2 JUNE 1838, Page 10

CELESTE has found it expedient to have recourse to speech

in aid of her pantomimic powers; and in The Mother, a melodramatic piece written for her by JERROLD, and brought out at the Haymarket on Thursday, she speaks her broken English. Grief for the loss of an infant never seen, and believed to have died at its birth, is not the deepest and most lasting of maternal sorrows ; but the pathos is rein- forced by a fit of jealousy, producing a state of somnambulism, during which the mother holds a long conference with a gipsy, and learns that

the cause of her groundless jealousy is .no other than her own child that had been stolen front her ! This wakens her, as well it might; and the curtain falls on her transports of joy and affection.

We missed seeing the piece, but the daily papers bear testimony to the thrilling effect of CELESTE'S acting; though BUCKSTONE'S drollery seems to have been more heartily relished. The truth is, that CELESTE startles the audience too much : her pantomime is a succession of smart electric shocks, which jar the nerves, but do not excite the sm. pathies so powerfully as more subdued and gentle expressions of emotion.
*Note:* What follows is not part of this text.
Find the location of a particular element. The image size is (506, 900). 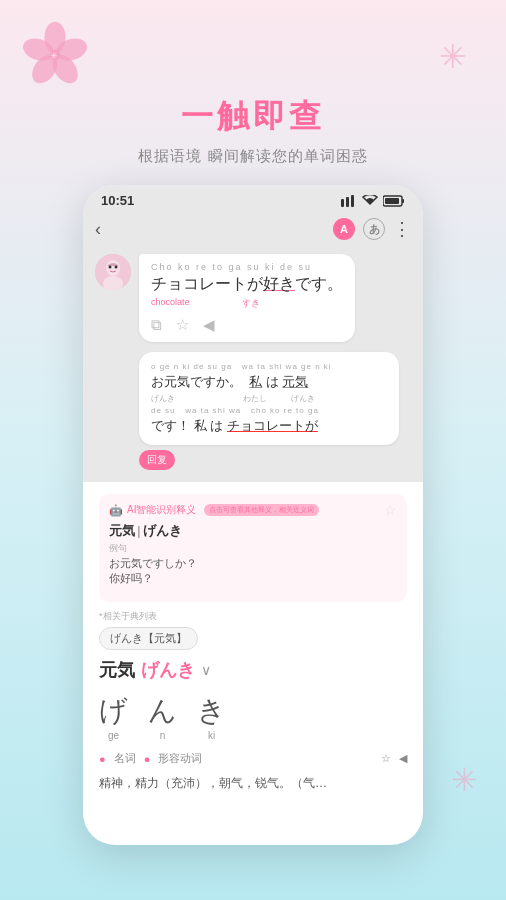

chat-actions-1: ⧉ ☆ ◀ is located at coordinates (247, 325).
The White Horse of the Peppers, with POWER to back him, is running famously. The fun consists in the dance that POWER, guised as an Irish bogtrotter, leads a Dutch officer who comes to take possession of his confiscated estate ; and who is glad to exchange his. newly. got lands for the " white horse of the Peppers" to carry him safely out of the country of bogs and botheration. Powen, of course, is in his element, and excites irrepressible mirth. WEBSTER also, as the perplexed Dutchman, contributes his share to. wards the humour of the piece.